What a fereaky world we live in when the Right gets poor people to support repeal of the “Death Tax.” HA!
Great writing, as usual….
Well… I sit here as the blanket is used to cover a retailer who i admire.. I run a Wal-Mart… I am responisible for over 200 people who i truly care for and respect. We serve over 5000 people a day not by choice but because they choose us… Our people are treated well and given many doors to move up in the company.. I myself started as a cart collector only 6 years ago and through hard work obtained the role i currently hold… I stand by the foundation of the company… I take care of the people that work for us in the field… I care about their families and how they feel about our company.. We are number one for a reason… because we work hard.. we promote the best and we push people to reach higher… Can we continue to improve of coarse.. do we continue to improve YES .. This is a big blanket.. the word “Wal-Mart”… it covers 70,000 Canadians…. so when you use this word ensure you speak with facts… However we realize that being number one brings attendion and we stand up to the challenge of defending our reputation..

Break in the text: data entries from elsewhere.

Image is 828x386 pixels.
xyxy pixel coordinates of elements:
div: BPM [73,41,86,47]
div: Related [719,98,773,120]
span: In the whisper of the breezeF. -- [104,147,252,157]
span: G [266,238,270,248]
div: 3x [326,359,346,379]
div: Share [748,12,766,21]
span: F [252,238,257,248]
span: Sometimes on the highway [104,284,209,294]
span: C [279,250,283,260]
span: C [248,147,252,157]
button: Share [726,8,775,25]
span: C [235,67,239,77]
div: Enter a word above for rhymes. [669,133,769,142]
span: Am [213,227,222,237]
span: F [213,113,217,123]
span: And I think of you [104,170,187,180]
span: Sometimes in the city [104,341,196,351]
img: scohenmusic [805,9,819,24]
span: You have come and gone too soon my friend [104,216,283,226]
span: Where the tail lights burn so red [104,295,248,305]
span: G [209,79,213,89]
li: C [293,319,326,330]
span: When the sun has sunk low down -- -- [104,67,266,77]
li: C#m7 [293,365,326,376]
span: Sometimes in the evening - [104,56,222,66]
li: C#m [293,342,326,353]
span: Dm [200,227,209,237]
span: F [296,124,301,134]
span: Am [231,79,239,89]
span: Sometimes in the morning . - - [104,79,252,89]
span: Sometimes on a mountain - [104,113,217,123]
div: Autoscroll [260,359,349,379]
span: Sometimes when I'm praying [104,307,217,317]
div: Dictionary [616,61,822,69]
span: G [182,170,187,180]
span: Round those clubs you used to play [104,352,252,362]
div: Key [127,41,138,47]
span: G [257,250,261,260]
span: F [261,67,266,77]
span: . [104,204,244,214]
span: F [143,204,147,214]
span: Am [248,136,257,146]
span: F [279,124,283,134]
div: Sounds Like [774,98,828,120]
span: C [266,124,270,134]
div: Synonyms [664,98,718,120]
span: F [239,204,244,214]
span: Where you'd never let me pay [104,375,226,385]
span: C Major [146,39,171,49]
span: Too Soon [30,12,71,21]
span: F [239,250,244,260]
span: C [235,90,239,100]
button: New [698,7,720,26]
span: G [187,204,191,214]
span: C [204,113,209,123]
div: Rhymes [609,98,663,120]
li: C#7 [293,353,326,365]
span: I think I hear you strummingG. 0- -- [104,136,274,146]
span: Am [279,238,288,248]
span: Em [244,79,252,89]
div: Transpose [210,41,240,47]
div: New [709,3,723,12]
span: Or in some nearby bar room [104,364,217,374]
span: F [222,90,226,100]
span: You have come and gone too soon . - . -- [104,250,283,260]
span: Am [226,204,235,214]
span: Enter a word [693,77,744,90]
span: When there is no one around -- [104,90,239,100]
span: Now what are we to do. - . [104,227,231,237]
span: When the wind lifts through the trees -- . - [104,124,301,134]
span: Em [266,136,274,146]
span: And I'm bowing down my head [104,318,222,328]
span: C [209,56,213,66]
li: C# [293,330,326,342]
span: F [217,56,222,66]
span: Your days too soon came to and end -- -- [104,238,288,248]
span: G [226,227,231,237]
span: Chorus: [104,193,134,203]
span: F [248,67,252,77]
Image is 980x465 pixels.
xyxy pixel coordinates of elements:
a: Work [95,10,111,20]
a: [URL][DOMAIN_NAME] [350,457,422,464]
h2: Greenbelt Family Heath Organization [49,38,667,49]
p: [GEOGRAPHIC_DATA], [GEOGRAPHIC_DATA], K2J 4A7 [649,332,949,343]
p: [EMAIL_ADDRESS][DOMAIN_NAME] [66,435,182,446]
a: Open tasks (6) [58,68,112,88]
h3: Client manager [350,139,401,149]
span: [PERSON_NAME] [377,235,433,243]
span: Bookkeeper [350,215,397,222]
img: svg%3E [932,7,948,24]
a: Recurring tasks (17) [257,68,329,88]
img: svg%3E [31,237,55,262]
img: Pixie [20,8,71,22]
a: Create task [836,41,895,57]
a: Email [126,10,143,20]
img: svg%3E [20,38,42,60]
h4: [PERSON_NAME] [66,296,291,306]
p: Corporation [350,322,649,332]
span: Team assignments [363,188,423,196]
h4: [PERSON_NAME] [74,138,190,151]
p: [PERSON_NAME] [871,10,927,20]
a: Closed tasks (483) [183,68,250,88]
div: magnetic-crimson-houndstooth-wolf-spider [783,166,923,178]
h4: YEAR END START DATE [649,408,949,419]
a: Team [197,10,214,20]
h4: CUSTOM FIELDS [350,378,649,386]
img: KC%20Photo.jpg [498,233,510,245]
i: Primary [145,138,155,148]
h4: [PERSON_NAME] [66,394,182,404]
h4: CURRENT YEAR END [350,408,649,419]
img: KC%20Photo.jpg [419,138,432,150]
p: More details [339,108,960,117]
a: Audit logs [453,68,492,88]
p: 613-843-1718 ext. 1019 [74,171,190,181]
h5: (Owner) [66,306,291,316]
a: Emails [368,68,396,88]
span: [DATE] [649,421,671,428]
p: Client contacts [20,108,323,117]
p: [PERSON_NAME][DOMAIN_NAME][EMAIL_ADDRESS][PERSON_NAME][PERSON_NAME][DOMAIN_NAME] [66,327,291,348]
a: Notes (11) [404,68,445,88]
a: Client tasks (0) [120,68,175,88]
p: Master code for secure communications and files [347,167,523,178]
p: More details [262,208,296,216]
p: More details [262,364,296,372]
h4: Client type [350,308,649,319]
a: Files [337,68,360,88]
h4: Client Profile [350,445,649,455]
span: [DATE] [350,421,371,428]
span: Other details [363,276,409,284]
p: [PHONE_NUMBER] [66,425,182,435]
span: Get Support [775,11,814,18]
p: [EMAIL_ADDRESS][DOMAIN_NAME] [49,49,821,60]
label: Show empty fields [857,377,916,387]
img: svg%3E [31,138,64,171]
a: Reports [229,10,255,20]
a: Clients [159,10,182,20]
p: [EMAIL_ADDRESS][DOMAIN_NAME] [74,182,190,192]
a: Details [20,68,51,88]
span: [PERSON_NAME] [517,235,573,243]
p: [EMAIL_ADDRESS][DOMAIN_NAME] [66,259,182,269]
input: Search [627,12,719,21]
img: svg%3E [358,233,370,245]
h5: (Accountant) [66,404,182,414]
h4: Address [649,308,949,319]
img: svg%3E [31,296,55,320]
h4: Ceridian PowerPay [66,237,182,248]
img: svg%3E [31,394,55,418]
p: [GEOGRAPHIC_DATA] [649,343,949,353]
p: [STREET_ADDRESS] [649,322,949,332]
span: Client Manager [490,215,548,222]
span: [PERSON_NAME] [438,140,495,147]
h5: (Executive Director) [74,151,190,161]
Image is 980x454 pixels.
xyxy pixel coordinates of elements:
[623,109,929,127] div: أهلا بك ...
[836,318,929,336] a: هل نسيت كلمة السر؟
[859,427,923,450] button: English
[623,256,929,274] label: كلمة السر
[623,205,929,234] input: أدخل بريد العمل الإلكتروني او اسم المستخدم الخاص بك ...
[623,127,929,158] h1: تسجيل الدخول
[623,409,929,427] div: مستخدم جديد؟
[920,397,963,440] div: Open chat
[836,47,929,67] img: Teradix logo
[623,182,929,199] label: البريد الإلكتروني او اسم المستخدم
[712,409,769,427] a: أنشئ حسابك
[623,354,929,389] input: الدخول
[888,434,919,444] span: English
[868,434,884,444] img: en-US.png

This doesn’t defend Wal-Mart’s reputation, John Doe. This is purely subjective information you’re posting here and doesn’t match the facts about Wal-Mart.
Wal-Mart Wages don’t Support Wal-Mart Workers
Walmart’s benefit plan, welfare and food stamps
Walmart Welfare – taxpayers subsidize the world’s largest retailer
Walmart Welfare
Wal-Mart’s Welfare Dependency
Whether you were the cart collector who moved up, as you claim to have been, or are just paid to go out and do damage control, it amounts to the same thing. You’re working for a monster sized company that has reached its number one status through poverty-creating means. As for people choosing to shop there, Wal-Mart is well known for going into rural areas, drop prices insanely, kill local businesses, and then raise their prices when the competition is gone. That there are people who could afford not to shop Wal-Mart and support it is no credit to anyone. It’s greed and not looking out for the welfare of the community.

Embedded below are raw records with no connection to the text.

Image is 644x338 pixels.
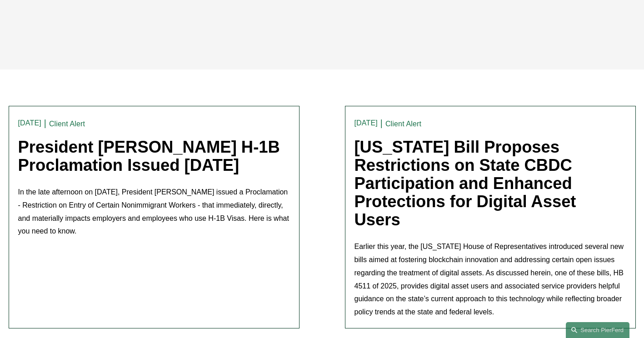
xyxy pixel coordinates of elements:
p: In the late afternoon on [DATE], President [PERSON_NAME] issued a Proclamation - Restriction on E... [18,186,290,238]
a: President [PERSON_NAME] H-1B Proclamation Issued [DATE] [18,138,280,174]
time: [DATE] [18,120,42,127]
a: [US_STATE] Bill Proposes Restrictions on State CBDC Participation and Enhanced Protections for Di... [354,138,576,229]
a: Client Alert [385,120,421,128]
a: Client Alert [49,120,85,128]
time: [DATE] [354,120,377,127]
p: Earlier this year, the [US_STATE] House of Representatives introduced several new bills aimed at ... [354,240,626,319]
a: Search this site [565,322,629,338]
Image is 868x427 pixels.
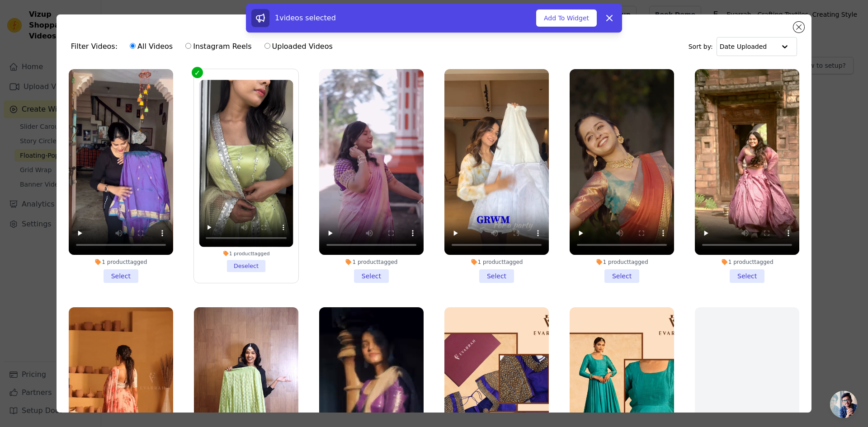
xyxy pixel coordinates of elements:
[129,41,173,52] label: All Videos
[319,258,423,266] div: 1 product tagged
[264,41,333,52] label: Uploaded Videos
[830,391,857,418] div: Open chat
[199,251,293,257] div: 1 product tagged
[69,258,173,266] div: 1 product tagged
[688,37,797,56] div: Sort by:
[695,258,799,266] div: 1 product tagged
[444,258,549,266] div: 1 product tagged
[275,14,336,22] span: 1 videos selected
[71,36,338,57] div: Filter Videos:
[536,9,597,26] button: Add To Widget
[569,258,674,266] div: 1 product tagged
[185,41,252,52] label: Instagram Reels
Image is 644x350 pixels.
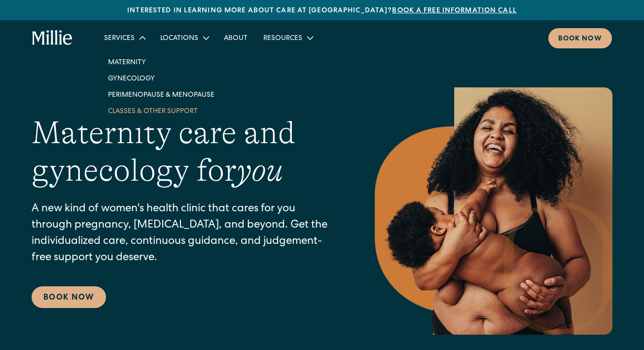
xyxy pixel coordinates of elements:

Below poverty level wages aren’t wages. That’s a prison of virtual slave labor.
You leave no e-mail address. You don’t give your full identity. Apparently you’re not that invested in standing up for your 100 billion dollar bosses.
I find it curious that Liberals love to get their greedy little hands on the hard workings accomplishments. They are never there to do the lifting but they want to help you spend the money. Wake up America!!! Wal-Marts not the problem….Liberals are!!!
I agree with the site administrator. Attendion. Nice spelling buddy. You are a real joke. I live in an upity area. Everyone around here knows what a craphole Walmart is. The only people who shop there are, well frankly “white trash”. Target blows walmart out of the water. They treat their employees twice as good. So, this John Doe doesn’t want to leave any contact info. I’d probably say that is a good idea. I personally don’t care one way or another, because I don’t work there. Actually I take that back. I feel for the families of workers who work their butts off there. That’s a choice they are making, but I think walmart should be held accountable. Don’t worry I have a strong faith in God. I think Walmart has it coming to them. Prediction — 10 yrs from now they fall flat on their faces and go bankrupt.